Elon Musk’s recent announcement about launching Tesla Optimus robots for both industrial and home use marks a significant shift in our integration with technology. Production to start in late 2025, these robots will perform tasks ranging from household chores to providing companionship for the elderly. Check out this video that details the plans, or this one to see the full scale of AI’s power and risks. This move isn’t just a technological leap; it’s a catalyst for urgent philosophical and ethical debates about the essence of being human in an increasingly automated world—a conversation that, surprisingly, few are having.
The human-like capabilities of AI are growing, and they promise real benefits: taking over hazardous tasks and freeing us for creative and interpersonal roles. While AI will inevitably replace certain jobs, it also opens doors to new opportunities. Yet, the true challenge isn’t just adapting to these shifts or learning new skills—though older generations may find this daunting. It’s about holding onto our humanity as machines begin to mirror our actions and interactions, blurring the lines between us and them.
As we near what I call “the global blink”—the moment when we collectively grasp how quickly AI has taken over our jobs, entertainment, military, economy, healthcare, and daily lives—we face an existential struggle. This mirrors the personal crisis I endured after my brain injury in 2015, but now it’s unfolding on a global scale. While many focus on AI safety, few are asking about the psychological and spiritual safety of living in an AI-driven age. This is a gap that demands our attention.

(Click here for more of the accident story w/pictures–warning graphic content).
There’s a war coming that no one is talking about: AI’s assault on personhood. It’s challenging how we see ourselves, how we value ourselves, and how we preserve our humanity. In my book, Saving the Subject: How I Found You When I Almost Lost Me, I draw from my coma-to-courtroom journey to reveal how our humanity transcends measurable traits like intelligence or achievements. This perspective becomes vital as AI forces us to rethink what it means to be truly human. For AI only terrifies those who do not see themselves as more than machines (p. 190).
When Objects Mimic Subjects
The subject-object framework I explore in the book offers a psychological life-preserver for this new age. Subjects—like you, me, anyone who suffers, learns, and transforms—experience life with a sacred depth. Objects, like rocks or basic machines, are passive, without awareness. But today, that distinction is fading. AI crafts poetry, mimics emotions, and “converses” with us, while algorithms curate our realities. Soon, with Tesla’s Optimus robots, this technology will have legs to walk right up to us.
With Tesla’s Optimus robots soon handling chores, childcare, and elderly people, we’ll be surrounded by intelligent objects that promise innovation—potentially transforming the world like nothing before. Yet there’s a profound challenge, and one of impersonality.
Imagine a robot reading to your child, its voice steady but its soul absent—will it truly connect? Or imagine a robotic preacher, expounding on the Bible better than Charles Spurgeon, the “prince of preachers,” or Timothy Keller, having read every sermon they’ve ever preached, coupled with every other sermon in known history. Will the message truly move any of the congregants?
Sure, there is no “soul” required for mopping a floor or taking out the trash, but there is a soul required for teaching a child, mentoring a young person, and maintaining emotional wellbeing. AI will continue to obscure the divide between processing and experiencing, because it is a system that cannot fathom or support what we really are and who can become. So, we must remember: AI will always remain an object in a world of subjects.

A Framework for the AI Age
Today’s discussions about AI are solely focused on what it can do. My focus is on what AI can never be: a “who.” Readers of Saving the Subject have noted how they were “wonderfully surprised“ that this book is not just about my story; it’s “much more,” as one newspaper put it. The book offers a lens for the new world ahead: the subject-object distinction.
This framework promotes fostering human relationships over automated interactions, such as prioritizing time with family, friends, and God, to counter AI’s potential to isolate and objectify, offering a relational lens based in genuine connection. Additionally, the book implicitly guides ethical AI use by urging society to resist objectification trends.
You’ll feel the existential crisis I’m referring to before you’re ready. It might be the unease of a conversation with an AI that sounds too perfect, or the moment a company swaps a real customer service rep for an automated “empathy” bot that greets you at the door. When that happens, my framework will be there, naming the longing for subjectivity that technology can never fulfill.
My primary concern is not for the loss of jobs or the terminator drones to come–although, as previously stated, those are worthwhile concerns. My concern is that we will lose ourselves in a world of artificial “selves.”

Writing Saving the Subject showed me someone I can always be, someone that no-one and no-thing could ever take from me. I call this the “subjective life”:
a life of invincibility, where one perceives in peace regardless of what is being perceived. It’s a life of victory, where one is not brought down by things because he’s already been brought down in being. It’s a life of generosity, where one gives without reservation because he sees how much he’s been given.” (p. 164).
Don’t take after me and require a crisis to know who you really are.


TASK TO CARRY OUT: Copy the entries without a single change. Pictures should be dropped.

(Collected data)
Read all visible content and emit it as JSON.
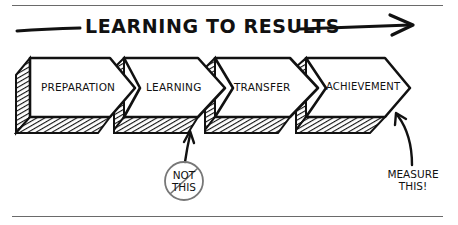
{
  "title": "LEARNING TO RESULTS",
  "steps": [
    {
      "label": "PREPARATION"
    },
    {
      "label": "LEARNING"
    },
    {
      "label": "TRANSFER"
    },
    {
      "label": "ACHIEVEMENT"
    }
  ],
  "annotations": {
    "not_this": {
      "line1": "NOT",
      "line2": "THIS",
      "points_to": "LEARNING"
    },
    "measure_this": {
      "line1": "MEASURE",
      "line2": "THIS!",
      "points_to": "ACHIEVEMENT"
    }
  },
  "colors": {
    "ink": "#111111",
    "rule": "#6a6a6a",
    "background": "#ffffff",
    "circle": "#777777"
  }
}
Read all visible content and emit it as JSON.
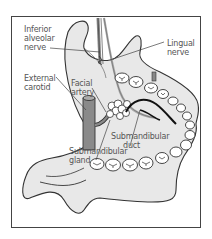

RESULT OF THE TASK:
Read all visible content and emit it as JSON.
{
  "title": "LEARNING TO RESULTS",
  "steps": [
    {
      "label": "PREPARATION"
    },
    {
      "label": "LEARNING"
    },
    {
      "label": "TRANSFER"
    },
    {
      "label": "ACHIEVEMENT"
    }
  ],
  "annotations": {
    "not_this": {
      "line1": "NOT",
      "line2": "THIS",
      "points_to": "LEARNING"
    },
    "measure_this": {
      "line1": "MEASURE",
      "line2": "THIS!",
      "points_to": "ACHIEVEMENT"
    }
  },
  "colors": {
    "ink": "#111111",
    "rule": "#6a6a6a",
    "background": "#ffffff",
    "circle": "#777777"
  }
}
Read all visible content and emit it as JSON.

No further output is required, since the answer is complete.